A curvy Black woman serial dates via apps and the bartender who mentors her throughout the process.
Five-Star Review: Curvy Girl Summer by Danielle Allen
Hi Librarygoers!
This is the summeriest summer book to ever summer. It’s fun. It’s flirty. It’s a hot girl summer, grown woman edition. It’s the perfect book to read if you’re not ready to embrace Fall (it was 100°F here this week so I don’t have this problem!).
It gets really real with a string of really bad dates. There’s a mysterious man who seems off limits. There’s ex sex that makes you say literally never ever again (but also thank you for blowing my back out).
It’s all of the single lady nightmares except it ends with an HEA instead of deleting Hinge because you’re absolutely fed up with men who think ‘WYD’ is an appropriate way to start a conversation with a stranger. Or worse a baby eggplant pick. Curvy Girl Summer has grown woman energy and I hope you love it as much as I do.
Here are the stats!
I received this as an arc (advanced reader copy), hence starting it before the pub date.
Note: If you purchase books linked here via Bookshop, I may receive a small commission.
CW: Fatphobia (not from the MC), complicated grief. Also, there is no cheating.
What is this story about?
Imagine you (Aaliyah - great name ;-) need a boyfriend for your thirtieth birthday.
Not because you necessarily want one, though you do, but because you told your family you have a boyfriend when a “well meaning” uncle confronted you. According to him, you really should be concerned with ‘getting your life on track’ because a) you’re overweight and b) you’re getting too old to find a man to take care of you, even though you’ve been supporting yourself for years.
Instead of saying “please go play in traffic old man” you said “I do have a boyfriend”. Then you actually have to find said boyfriend.
So you end up at a bar where you get stood up by a blind date (that you didn’t want to attend in the first place!) and end up chatting with the bartender (Ahmad). Your conversation is fun but he’s absolutely wearing a wedding ring and not a contender. At some point in the evening, you agree that you’ll join a dating app, have your dates at the bar, and let him coach you through the dates.
And a string of dates they are. Week after week, you show up to date guys you “vetted” and then they end up horribly. But one thing is consistent, Ahmad. The two of you are banterful and spend a lot of time teasing each other outside of your dates.
Your friendship deepens and so does the mystery around the bartender. Not to mention your self-imposed boyfriend deadline, which happens to coincide with a luxe thirtieth birthday party you’re throwing yourself.
What is the tone of this book?
This book starts off as exasperated woman hunting for a man to shut up her family and morphs into organically falling for one another. If you know (and love) Danielle Allen it’s not as spicy as some of her other books but it literally starts with a bang to tide you over on the slow burn. Aaliyah is a very determined main character and Ahmad is learning to live after grief. The two of them coming together is fun and it’s beautiful how much they are perfect fitting puzzle pieces for one another.
What made this work for you?
When I say this is a summer read, it’s a summer read. It’s a beach read. It’s a ‘stuck in the airport because of torrential downpours and city wide flooding’ read. It’s the perfect story to get lost in when you want to live in O.P.P., other people’s problems.
The emotions this book most often caused to evoke were anger (dumb ass ex), irritation and disheartening (her elder relatives), and then pure unadulterated lust-to-love vibes (Aaliyah and Ahmad working towards a couple name).
Aaliyah’s issues with her family wanting her to “settle down”, with trusting men, and with being bad at picking men that don’t suck via a dating app, are not uncommon problems for women who mirror her story in real life. It felt comforting to live through some of her issues without living through her issues AND have a ton of fun while doing it. I laughed so much while reading this. Some of my favorite lines are just Aaliyah and Ahmad roasting each other back and forth.
I’m really a fan!
Why do you recommend this book?
I didn’t realize dreamy bartender plus also app dating mentor was a concept I wanted in books but it is. The Holly Dates by Brittainy C. Cherry is my winter comfort read with this concept and now Curvy Girl Summer is my summer equivalent. You will have a marvelous time reading Aaliyah and Ahmad’s story!
Favorite Lines/Scenes
“I’m not looking for a mind reader. I’m looking for a man who can read me.”
“There’s got to be an easier way than dating. I want the shortcut. I just want to find my person and start our lives together.”
“Have my dating stories taught you nothing? Behind professional athletes, doctors, nurses, call center employees, truck drivers, military members, and bartenders, the top cheating-ass man is in IT.”
“This isn’t anything but the fact that you walked into that bar and changed my fucking life.”
Have you read this? Are you moving it up on your TBR? Does it remind you of any other books you’ve loved? Let me know what you think.
Loved this novel. Danielle is a friend and a fave!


**Your goal:**
Report how many lines below contain the word "swatch", giving the number and no other words.

**Supplied information:**
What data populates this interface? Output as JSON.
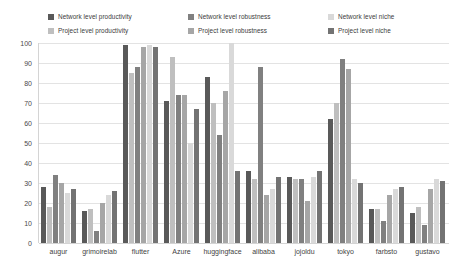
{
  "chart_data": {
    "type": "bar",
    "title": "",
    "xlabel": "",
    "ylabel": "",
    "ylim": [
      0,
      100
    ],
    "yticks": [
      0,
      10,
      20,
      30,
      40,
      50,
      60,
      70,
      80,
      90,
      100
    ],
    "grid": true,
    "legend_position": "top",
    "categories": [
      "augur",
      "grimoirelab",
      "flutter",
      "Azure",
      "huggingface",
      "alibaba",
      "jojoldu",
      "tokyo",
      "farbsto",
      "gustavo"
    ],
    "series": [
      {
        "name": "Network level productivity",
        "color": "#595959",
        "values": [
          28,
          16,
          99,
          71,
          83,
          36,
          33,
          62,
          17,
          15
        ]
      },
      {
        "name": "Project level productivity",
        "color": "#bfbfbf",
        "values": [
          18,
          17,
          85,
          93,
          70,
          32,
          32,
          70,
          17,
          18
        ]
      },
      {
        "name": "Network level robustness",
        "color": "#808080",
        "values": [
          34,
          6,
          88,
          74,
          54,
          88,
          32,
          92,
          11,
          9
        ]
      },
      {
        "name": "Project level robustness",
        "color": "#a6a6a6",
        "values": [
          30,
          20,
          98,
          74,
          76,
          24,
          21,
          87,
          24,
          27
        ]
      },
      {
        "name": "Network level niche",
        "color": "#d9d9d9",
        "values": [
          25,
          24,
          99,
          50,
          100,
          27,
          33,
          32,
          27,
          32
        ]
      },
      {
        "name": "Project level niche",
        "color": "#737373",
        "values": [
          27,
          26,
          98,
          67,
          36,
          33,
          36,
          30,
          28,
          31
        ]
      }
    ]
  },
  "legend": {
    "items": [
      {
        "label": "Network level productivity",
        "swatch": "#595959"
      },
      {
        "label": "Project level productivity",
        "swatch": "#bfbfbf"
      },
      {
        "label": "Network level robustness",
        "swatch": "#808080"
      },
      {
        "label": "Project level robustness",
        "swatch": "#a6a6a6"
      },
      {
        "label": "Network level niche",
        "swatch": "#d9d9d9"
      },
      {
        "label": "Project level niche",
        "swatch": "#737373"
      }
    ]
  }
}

==

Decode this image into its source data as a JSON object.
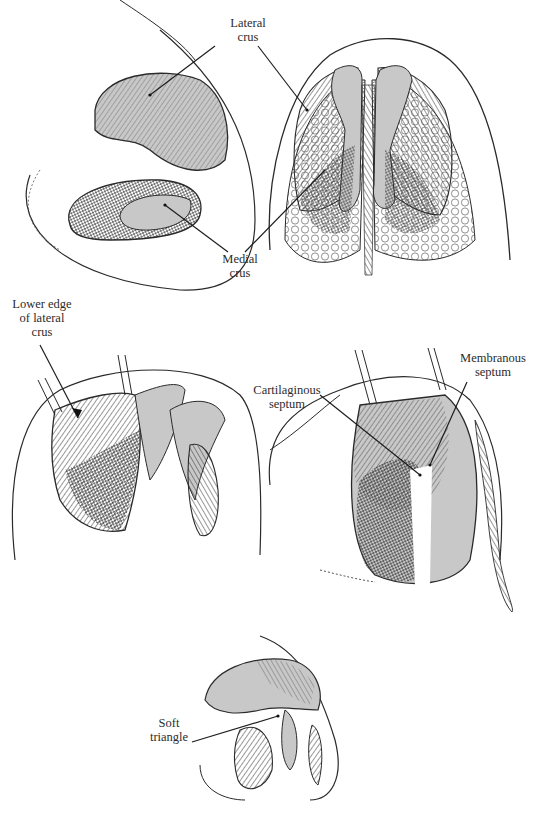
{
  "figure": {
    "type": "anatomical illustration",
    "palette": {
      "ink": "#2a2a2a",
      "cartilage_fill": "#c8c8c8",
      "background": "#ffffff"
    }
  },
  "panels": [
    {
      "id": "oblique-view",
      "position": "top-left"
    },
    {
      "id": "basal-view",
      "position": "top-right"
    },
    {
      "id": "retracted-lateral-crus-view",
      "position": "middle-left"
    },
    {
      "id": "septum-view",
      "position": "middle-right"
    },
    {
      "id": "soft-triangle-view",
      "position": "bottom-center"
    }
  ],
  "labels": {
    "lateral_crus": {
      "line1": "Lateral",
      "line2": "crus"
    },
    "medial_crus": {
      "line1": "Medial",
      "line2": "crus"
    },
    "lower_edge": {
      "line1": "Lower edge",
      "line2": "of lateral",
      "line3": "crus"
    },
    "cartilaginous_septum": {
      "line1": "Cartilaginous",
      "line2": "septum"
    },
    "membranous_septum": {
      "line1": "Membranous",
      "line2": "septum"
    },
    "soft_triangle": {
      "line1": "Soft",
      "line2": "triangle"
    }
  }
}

* * *

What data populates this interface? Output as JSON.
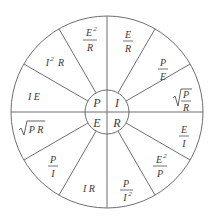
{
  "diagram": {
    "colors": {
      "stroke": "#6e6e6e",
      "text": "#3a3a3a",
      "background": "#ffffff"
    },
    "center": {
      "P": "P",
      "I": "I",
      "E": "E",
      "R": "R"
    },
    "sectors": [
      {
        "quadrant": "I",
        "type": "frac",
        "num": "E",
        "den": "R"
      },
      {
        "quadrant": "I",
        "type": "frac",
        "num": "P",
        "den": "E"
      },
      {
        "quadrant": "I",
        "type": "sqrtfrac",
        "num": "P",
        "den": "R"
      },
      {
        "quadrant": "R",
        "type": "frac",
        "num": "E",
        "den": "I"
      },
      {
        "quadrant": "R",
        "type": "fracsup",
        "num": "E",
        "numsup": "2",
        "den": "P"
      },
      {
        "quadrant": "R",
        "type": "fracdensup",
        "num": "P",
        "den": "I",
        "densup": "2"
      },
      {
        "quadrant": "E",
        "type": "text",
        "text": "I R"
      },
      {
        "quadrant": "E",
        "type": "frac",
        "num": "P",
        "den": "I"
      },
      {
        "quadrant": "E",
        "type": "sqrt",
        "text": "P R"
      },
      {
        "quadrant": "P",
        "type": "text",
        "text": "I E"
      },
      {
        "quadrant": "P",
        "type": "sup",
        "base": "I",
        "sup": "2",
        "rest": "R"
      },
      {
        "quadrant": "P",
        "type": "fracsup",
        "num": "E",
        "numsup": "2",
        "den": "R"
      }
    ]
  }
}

**Response to the task:**
6